The second side starts as warm acoustic guitar, whispered vocals, swirling strings lead into Love's Riddle. What do you do when your love is untrue ... isn't an original question, but it’s a theme that has been mined consistently through the years. The start of Fandango continues the same feel before an up-tempo middle section lifts things out of the low down feeling that had prevailed for the preceding four and a bit minutes, which is quite long enough for that sort of thing to last. A couple of dramatic chords and we’re back to the whispered vocals. It’s a pleasant exercise in contrasts.
A swirl of strings and finger-picked acoustic guitar leads into Nothing Lasts. As usual with Miller’s lyrics the words aren’t too deep, but the message is stated fairly simply and if they’re a string of sentiments you’ve heard many times before, maybe that’s because they’re describing something that most of us have felt at some time. There’s a tasteful call and response element in there as well. The album closes with Journey From Eden, a ballad that works in some of the same ground Miller was mining as far back as Children of the Future. Again, while the lyrics aren’t going to end up in an anthology of Rock’s deepest poets, if the point of the exercise is to create something that people can identify with without travelling too far into navel-gazing Miller succeeded reasonably well for mine.
Like most of its predecessors Recall The Beginning.... didn’t have too much impact on the charts. I’d been sufficiently enthused by the album to line up for The Joker and Fly Like An Eagle when they came out, and the successes Miller had with the next couple of albums was enough to seal his future direction. Unfortunately, given events in London and New York in the late seventies, that wasn’t a direction I was keen on following.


◆ WORK INSTRUCTION ◆
Once the pictures have been set aside, copy every remaining entry exactly.

[[ THE RECORDS open ]]

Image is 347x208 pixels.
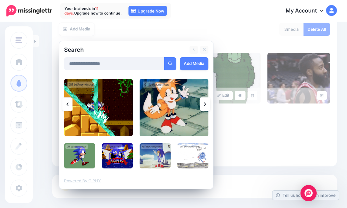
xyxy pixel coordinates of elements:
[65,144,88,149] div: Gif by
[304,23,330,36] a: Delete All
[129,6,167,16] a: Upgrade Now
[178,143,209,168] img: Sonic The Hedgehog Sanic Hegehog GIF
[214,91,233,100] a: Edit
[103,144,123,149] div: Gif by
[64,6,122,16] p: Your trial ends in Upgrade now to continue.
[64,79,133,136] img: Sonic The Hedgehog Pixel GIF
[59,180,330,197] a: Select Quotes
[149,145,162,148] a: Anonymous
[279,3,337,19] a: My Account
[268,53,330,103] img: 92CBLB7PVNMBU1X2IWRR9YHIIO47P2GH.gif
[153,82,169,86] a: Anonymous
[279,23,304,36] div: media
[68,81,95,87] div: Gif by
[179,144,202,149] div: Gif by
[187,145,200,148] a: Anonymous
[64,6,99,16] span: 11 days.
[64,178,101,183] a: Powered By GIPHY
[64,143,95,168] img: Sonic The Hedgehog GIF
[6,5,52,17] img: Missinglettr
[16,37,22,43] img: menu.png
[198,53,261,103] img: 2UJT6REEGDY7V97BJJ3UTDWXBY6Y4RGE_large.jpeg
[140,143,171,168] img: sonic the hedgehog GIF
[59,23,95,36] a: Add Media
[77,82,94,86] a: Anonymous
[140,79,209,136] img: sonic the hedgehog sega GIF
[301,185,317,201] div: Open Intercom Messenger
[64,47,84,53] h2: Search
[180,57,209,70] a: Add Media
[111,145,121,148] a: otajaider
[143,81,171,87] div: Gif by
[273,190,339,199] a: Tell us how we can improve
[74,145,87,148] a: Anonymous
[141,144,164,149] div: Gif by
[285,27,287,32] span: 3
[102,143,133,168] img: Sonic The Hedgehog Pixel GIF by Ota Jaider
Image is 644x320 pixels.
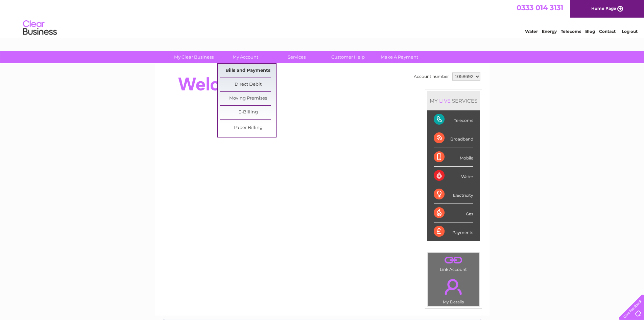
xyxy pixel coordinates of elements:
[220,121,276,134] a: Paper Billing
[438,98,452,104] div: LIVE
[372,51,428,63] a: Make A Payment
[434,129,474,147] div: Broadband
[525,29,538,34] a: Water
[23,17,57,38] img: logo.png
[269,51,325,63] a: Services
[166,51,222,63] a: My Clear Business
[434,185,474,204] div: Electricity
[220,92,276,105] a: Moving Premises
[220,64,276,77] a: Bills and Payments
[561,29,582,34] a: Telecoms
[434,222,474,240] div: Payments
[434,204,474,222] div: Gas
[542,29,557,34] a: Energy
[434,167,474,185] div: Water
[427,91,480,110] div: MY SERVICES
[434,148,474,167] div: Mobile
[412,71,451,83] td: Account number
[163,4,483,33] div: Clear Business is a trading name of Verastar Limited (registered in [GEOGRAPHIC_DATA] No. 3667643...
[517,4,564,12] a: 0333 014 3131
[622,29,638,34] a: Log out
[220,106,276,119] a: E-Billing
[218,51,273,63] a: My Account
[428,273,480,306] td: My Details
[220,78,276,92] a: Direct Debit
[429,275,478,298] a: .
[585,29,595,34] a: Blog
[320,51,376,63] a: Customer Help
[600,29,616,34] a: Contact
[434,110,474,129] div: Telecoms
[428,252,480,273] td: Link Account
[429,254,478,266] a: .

[[ THE RECORDS closed ]]

◆ RESULT OF THIS EXERCISE ◆
Image is 347x208 pixels.
xyxy pixel coordinates of elements:
[65,144,88,149] div: Gif by
[304,23,330,36] a: Delete All
[129,6,167,16] a: Upgrade Now
[178,143,209,168] img: Sonic The Hedgehog Sanic Hegehog GIF
[214,91,233,100] a: Edit
[103,144,123,149] div: Gif by
[64,6,122,16] p: Your trial ends in Upgrade now to continue.
[64,79,133,136] img: Sonic The Hedgehog Pixel GIF
[59,180,330,197] a: Select Quotes
[149,145,162,148] a: Anonymous
[279,3,337,19] a: My Account
[268,53,330,103] img: 92CBLB7PVNMBU1X2IWRR9YHIIO47P2GH.gif
[153,82,169,86] a: Anonymous
[279,23,304,36] div: media
[68,81,95,87] div: Gif by
[179,144,202,149] div: Gif by
[187,145,200,148] a: Anonymous
[64,6,99,16] span: 11 days.
[64,178,101,183] a: Powered By GIPHY
[64,143,95,168] img: Sonic The Hedgehog GIF
[6,5,52,17] img: Missinglettr
[16,37,22,43] img: menu.png
[198,53,261,103] img: 2UJT6REEGDY7V97BJJ3UTDWXBY6Y4RGE_large.jpeg
[140,143,171,168] img: sonic the hedgehog GIF
[59,23,95,36] a: Add Media
[77,82,94,86] a: Anonymous
[140,79,209,136] img: sonic the hedgehog sega GIF
[301,185,317,201] div: Open Intercom Messenger
[64,47,84,53] h2: Search
[180,57,209,70] a: Add Media
[111,145,121,148] a: otajaider
[143,81,171,87] div: Gif by
[273,190,339,199] a: Tell us how we can improve
[74,145,87,148] a: Anonymous
[141,144,164,149] div: Gif by
[285,27,287,32] span: 3
[102,143,133,168] img: Sonic The Hedgehog Pixel GIF by Ota Jaider
Image is 644x320 pixels.
xyxy pixel coordinates of elements:
[220,121,276,134] a: Paper Billing
[438,98,452,104] div: LIVE
[372,51,428,63] a: Make A Payment
[434,129,474,147] div: Broadband
[525,29,538,34] a: Water
[23,17,57,38] img: logo.png
[269,51,325,63] a: Services
[166,51,222,63] a: My Clear Business
[434,185,474,204] div: Electricity
[220,92,276,105] a: Moving Premises
[220,64,276,77] a: Bills and Payments
[561,29,582,34] a: Telecoms
[434,222,474,240] div: Payments
[434,204,474,222] div: Gas
[542,29,557,34] a: Energy
[434,167,474,185] div: Water
[427,91,480,110] div: MY SERVICES
[434,148,474,167] div: Mobile
[412,71,451,83] td: Account number
[163,4,483,33] div: Clear Business is a trading name of Verastar Limited (registered in [GEOGRAPHIC_DATA] No. 3667643...
[517,4,564,12] a: 0333 014 3131
[622,29,638,34] a: Log out
[220,106,276,119] a: E-Billing
[218,51,273,63] a: My Account
[428,273,480,306] td: My Details
[220,78,276,92] a: Direct Debit
[429,275,478,298] a: .
[585,29,595,34] a: Blog
[320,51,376,63] a: Customer Help
[600,29,616,34] a: Contact
[434,110,474,129] div: Telecoms
[428,252,480,273] td: Link Account
[429,254,478,266] a: .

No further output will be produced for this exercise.